A few things are confusing me about the plot right now. “Sine Qua Non” has some seemingly highly contrived and out of character scenes to bring about certain plot movements (Adama on own, Lee as President, Saul as Commander) so I hope the payoff is worth it.
But today I want to consider two bigger pictures. For some time I’ve been puzzling over why the final five are sleepers. Indeed, even though they are no longer fully sleepers, they don’t yet know anything more. I’m also wondering what the point of the quest plot has been.
Sleepers
I’m imagining that the Final Five are ancient cybernetic beings who once lived as humans on Earth, thousands of years ago. They are of beyond human intelligence, but they still value their human origins. In order to stay in touch with their humanity, they regularly do “incarnations.” They create a copy who is born and lives “fully” human. This copy is artificial, possibly born to an earlier copy or inserted into an unsuspecting womb (though not Virgin Mary style) and is designed to live a human life. No superior abilities, no knowledge of their origins.
Then, at or near the end of their lives, the lifetime experiences of this copy would be uploaded and merged into the higher mind. This cycle of human lifetimes would keep the higher being in touch with their humanity. The normal cycle might be to lead a full life, never knowing the truth. It might be that this time, it was interrupted by special events. Or it might be that every cycle includes an awakening before merging with the whole.
We need something like this because right now we are faced with two choices:
- The Final Cylon is a major character like Adama, Roslin, Baltar, Lee or Starbuck, with Baltar having the most clues. But this takes away from the character’s human story and puts the “hand of god” too much into the story. If the big events have been driven so directly, especially by a character like Adama, Roslin or Baltar, it undoes much of what we have seen.
- The Final Cylon is, as the Last Supper interview says, a minor character. Boooooring. How can Gaeta or Cottle or the rest give us the shocking end of series surprise we know we’re in for?
If we can find a way to make a major character like Baltar be Cylon, but still be human and not be acting as/for the higher beings, perhaps it can work. Now one problem is that the 4 current members of the Final Five did do a few special things. Somebody sabotaged the food, and Tyrol found the Temple.
Now there is a good literary reason for this approach. Vernor Vinge correctly writes that humans can’t write workable fiction about superminds, any more than 8 year olds could write workable stories about adults. Yet if you have had AI for thousands of years, you’ve got superminds. So how do you manage that in a story?
What you do is you create human slices of the superminds, that we can understand and relate to as characters, and whose actions make sense. They are different but not incomprehensible. If they ever do get their full super-cylon knowledge, they become part of the setting, and not characters any more. And we want them to be characters.
What’s the point of the quest?
We’ve seen this long quest with little clues and hints:
- War
- Arrow of Apollo
- Hologram of Zodiac in Tomb of Athena
- Earth probe drifting in space
- Redirection to Temple of Five
- Trip to Ionian Nebula
- Starbuck taken to Earth, given vision of Cylon civil war aftermath so she’ll talk to the Hybrid
- Hybrid tells her that 3 can point out the Five to her, and they know about Earth
Now while the Five don’t consciously know about Earth, I suspect the information is somewhere in them.
But why? Why this contrived and roundabout quest and series of clues, just to end up with “Go ask your buddy there, he’s been with you all along and one of us all along.”
I understand the drama, but why would we have such a strange quest with the answer with them all along? I know we’ve seen that in other stories but I don’t find it satisfying. I hope the writing crew figures a way to make it so.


Directions: From the records below, copy out each line that has the word "using".

Exercise materials:
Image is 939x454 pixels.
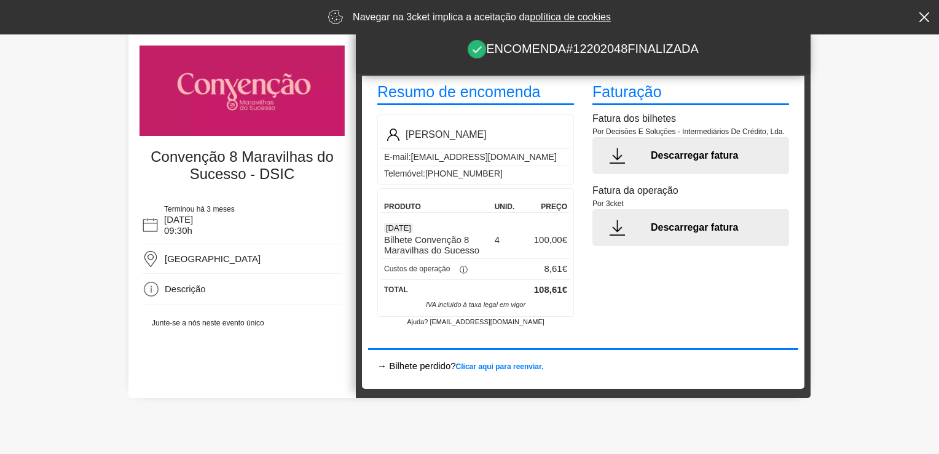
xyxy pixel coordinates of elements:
[387,128,400,141] img: Pgo8IS0tIEdlbmVyYXRvcjogQWRvYmUgSWxsdXN0cmF0b3IgMTkuMC4wLCBTVkcgRXhwb3J0IFBsdWctSW4gLiBTVkcgVmVyc...
[526,201,567,212] p: Preço
[152,317,333,328] p: Junte-se a nós neste evento único
[610,148,625,163] img: down-arrow.13473f1f.png
[456,362,544,371] b: Clicar aqui para reenviar.
[377,359,543,373] button: → Bilhete perdido?Clicar aqui para reenviar.
[593,111,789,126] p: Fatura dos bilhetes
[534,284,562,294] span: 108,61
[526,283,567,297] p: €
[651,148,780,163] p: Descarregar fatura
[593,81,789,106] p: Faturação
[492,234,523,245] p: 4
[381,165,570,181] p: Telemóvel:
[593,126,789,137] p: Por Decisões E Soluções - Intermediários De Crédito, Lda.
[544,263,562,274] span: 8,61
[164,205,235,213] span: Terminou há 3 meses
[566,42,628,55] b: #12202048
[164,214,193,235] span: [DATE] 09:30h
[468,39,699,59] p: Encomenda finalizada
[411,152,557,162] data-tag: [EMAIL_ADDRESS][DOMAIN_NAME]
[384,263,450,274] p: Custos de operação
[593,183,789,198] p: Fatura da operação
[390,299,561,310] p: IVA incluído à taxa legal em vigor
[593,198,789,209] p: Por 3cket
[377,81,574,106] p: Resumo de encomenda
[146,148,339,184] h4: Convenção 8 Maravilhas do Sucesso - DSIC
[384,284,520,295] p: Total
[651,220,780,235] p: Descarregar fatura
[353,10,611,25] p: Navegar na 3cket implica a aceitação da
[384,234,489,255] p: Bilhete Convenção 8 Maravilhas do Sucesso
[523,262,567,276] p: €
[468,40,486,58] img: correct.png
[384,223,413,232] span: [DATE]
[425,168,503,178] data-tag: [PHONE_NUMBER]
[523,234,567,245] p: 100,00€
[165,283,206,294] span: Descrição
[377,317,574,327] p: Ajuda? [EMAIL_ADDRESS][DOMAIN_NAME]
[406,127,487,142] p: [PERSON_NAME]
[530,12,611,22] a: política de cookies
[140,45,345,136] img: b343dc4dea3945ba9bb0fbea9fa2e6bc.webp
[165,253,261,264] span: [GEOGRAPHIC_DATA]
[450,261,477,278] button: ⓘ
[450,264,477,276] div: ⓘ
[384,201,489,212] p: Produto
[610,220,625,235] img: down-arrow.13473f1f.png
[495,201,520,212] p: unid.
[381,149,570,165] p: E-mail:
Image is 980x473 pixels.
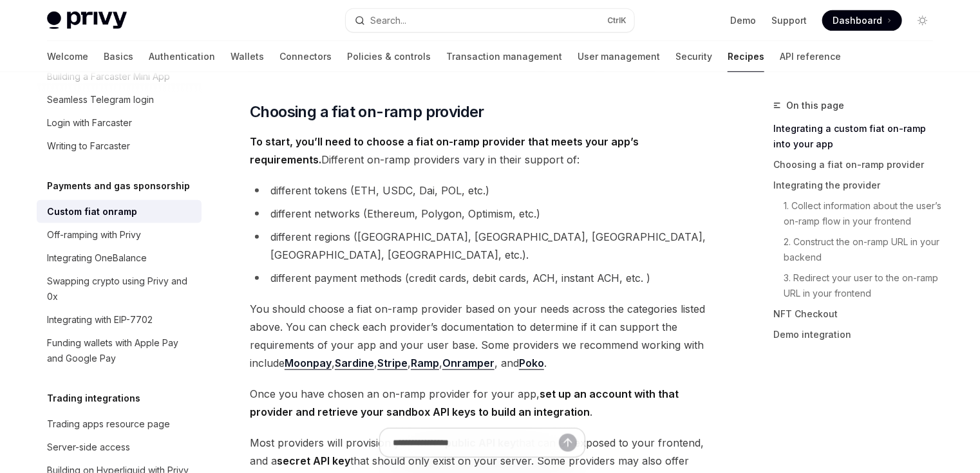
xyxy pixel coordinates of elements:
a: Sardine [335,357,374,370]
div: Server-side access [47,440,130,455]
a: Wallets [231,41,264,72]
div: Writing to Farcaster [47,138,130,154]
div: Funding wallets with Apple Pay and Google Pay [47,335,194,366]
div: Login with Farcaster [47,115,132,131]
strong: To start, you’ll need to choose a fiat on-ramp provider that meets your app’s requirements. [250,135,639,166]
a: Writing to Farcaster [37,134,202,158]
a: Integrating OneBalance [37,246,202,270]
a: Onramper [443,357,494,370]
a: Welcome [47,41,88,72]
a: NFT Checkout [773,304,943,324]
a: Off-ramping with Privy [37,224,202,246]
li: different networks (Ethereum, Polygon, Optimism, etc.) [250,204,714,223]
a: Moonpay [284,357,332,370]
span: Once you have chosen an on-ramp provider for your app, . [250,385,714,421]
a: 2. Construct the on-ramp URL in your backend [784,232,943,268]
span: Ctrl K [607,15,627,25]
span: You should choose a fiat on-ramp provider based on your needs across the categories listed above.... [250,300,714,372]
button: Send message [559,434,577,452]
a: Connectors [280,41,332,72]
li: different tokens (ETH, USDC, Dai, POL, etc.) [250,182,714,200]
a: Ramp [411,357,439,370]
button: Toggle dark mode [913,10,933,31]
a: Demo [731,14,756,27]
a: Transaction management [446,41,562,72]
a: Custom fiat onramp [37,200,202,224]
a: Policies & controls [347,41,431,72]
img: light logo [47,12,127,30]
a: Funding wallets with Apple Pay and Google Pay [37,332,202,370]
a: Demo integration [773,324,943,345]
span: Choosing a fiat on-ramp provider [250,102,484,123]
a: User management [578,41,660,72]
span: Different on-ramp providers vary in their support of: [250,133,714,169]
a: Security [676,41,712,72]
span: Dashboard [833,14,882,27]
h5: Trading integrations [47,391,140,406]
a: Choosing a fiat on-ramp provider [773,154,943,175]
li: different regions ([GEOGRAPHIC_DATA], [GEOGRAPHIC_DATA], [GEOGRAPHIC_DATA], [GEOGRAPHIC_DATA], [G... [250,228,714,264]
a: Support [771,14,807,27]
a: Stripe [377,357,408,370]
div: Search... [371,13,406,28]
a: Swapping crypto using Privy and 0x [37,270,202,308]
a: Integrating the provider [773,175,943,196]
a: Integrating with EIP-7702 [37,308,202,332]
a: Integrating a custom fiat on-ramp into your app [773,118,943,154]
a: Basics [104,41,134,72]
div: Integrating OneBalance [47,251,147,266]
a: Login with Farcaster [37,112,202,134]
div: Swapping crypto using Privy and 0x [47,273,194,304]
a: API reference [780,41,841,72]
a: Poko [519,357,544,370]
a: Dashboard [822,10,902,31]
a: Recipes [728,41,764,72]
div: Trading apps resource page [47,417,170,432]
a: Trading apps resource page [37,413,202,436]
h5: Payments and gas sponsorship [47,178,190,194]
div: Seamless Telegram login [47,92,154,107]
div: Integrating with EIP-7702 [47,313,153,328]
div: Custom fiat onramp [47,204,137,220]
a: Seamless Telegram login [37,88,202,112]
a: 1. Collect information about the user’s on-ramp flow in your frontend [784,196,943,232]
a: 3. Redirect your user to the on-ramp URL in your frontend [784,268,943,304]
a: Server-side access [37,436,202,459]
span: On this page [786,98,844,114]
a: Authentication [149,41,215,72]
button: Search...CtrlK [346,9,634,32]
li: different payment methods (credit cards, debit cards, ACH, instant ACH, etc. ) [250,269,714,287]
div: Off-ramping with Privy [47,227,141,243]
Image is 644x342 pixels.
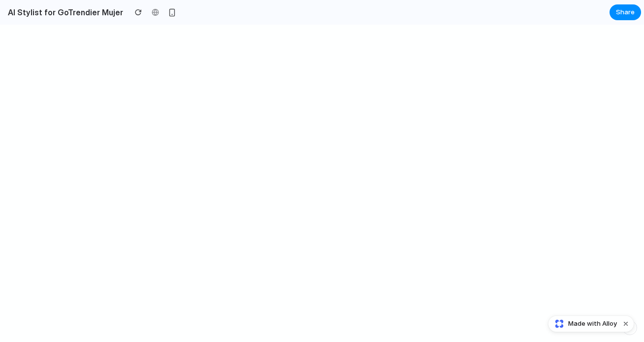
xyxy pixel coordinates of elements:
a: Made with Alloy [549,319,618,328]
button: Dismiss watermark [620,318,632,330]
button: Share [610,5,641,20]
span: Made with Alloy [568,319,617,328]
span: Share [616,7,635,18]
h2: AI Stylist for GoTrendier Mujer [4,6,123,19]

Finished exercise:
a: Swapping crypto using Privy and 0x [37,270,202,308]
div: Swapping crypto using Privy and 0x [47,273,194,304]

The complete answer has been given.